For all we know, any difference displayed was because one egg was cooked for a longer/shorter time at a higher/lower temperature.

I I personally feel that eggs are overrated (and hence don't eat them much) but very informative posts nonetheless.

Not if you don't want butt cancer

This is without a doubt the most Reddit tier post I've seen all day.

Eggs were cooked for the same time and temp. The photos taken immediately after the egg was dropped in both shows the differing behavior.

It is obvious that vinegar has an effect on the egg whites.

I strongly recommend that others should replicate the experiment and corroborate the results. The whole experiment probably costs 73 cents.

Stick to r/Veeky Forums buddy

U gon go to hel

But kek

It's called paragraphs and writing in prose. You should take an English class when you hit High School and you'll understand.

Why do you want your eggs to look like testicles?

>Hello and welcome to Running on Empty fOOOOoooooOOOOD Review!

you dont use a rolling boil you fucking idiot. You use a bare simmer. You dont even really need to make a whirlpool, you can move the water slightly.

I imagine you in your filthy kitchen with your shitty pan exploding with boiling water while you spin it with a shallow metal tablespoon at full speed splashing water all over your flip flop wearing exposed toes and moms shitty electric element stove. FUCK YOU.

Paragraphs are indented not line spaced you retard, Reddit apologist.

Listen sweetie, if he wanted to cook like Gordon Ramsay, he would, but he clearly wants to be like Heston Blumenthal. That's why he's doing "food science".

What did your mom think? Is she impressed by your attempt at acting like a grown-up? :^)

confirmed for having never made poached eggs

Tho is a stylistic element, left to the author. If you'll check out the internet, or business communications, or read a fucking book, you'll see that its entirely out of style.

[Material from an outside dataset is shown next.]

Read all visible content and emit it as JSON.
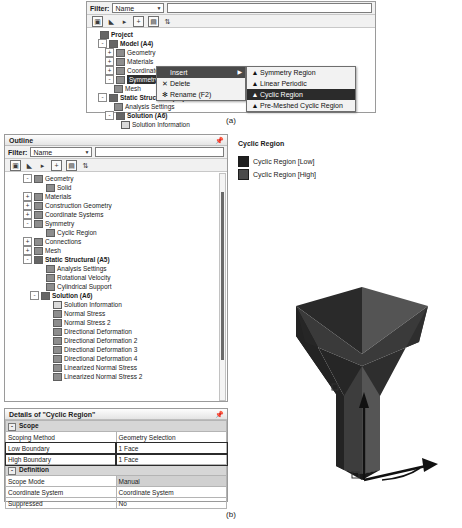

Stop trying to defend your shit tier, cancerous, bullshit. You just make your kind look even worse with each post. Take the advice from earlier in the thread.

LURK
U
R
K

My mom doesn't browse Veeky Forums, and she is a religious bigot that is staunchly anti-science. I probably won't mention this to her next time she comes over to baby sit.

Thanks for letting us know how jealous of the kitchen you are tho. Stay rekt, hon.

Fyi, I'll be documenting (through imagery) the strainer process and results when using a 1 Tablespoon vinegar in water solution.

For science, we'll be fucking up and foregoing our controls. Two eggs instead of one, no water bath. I will not be using a swirl technique. Water temp 195 on introduction of proteins.

Vinegar added, 195 F achieved, eggs strained and introduced.

The vinegar egg white is taking color because the acid is beginning to cook the egg now. Nice control test to show how it all works

This is after agitation to free them from the bottom, about 45 seconds in.

Observation... They have less loose whites as expected, vinegar still seems to provide a tightening of the skin and a taller, rounder appearance, instead of laying flat.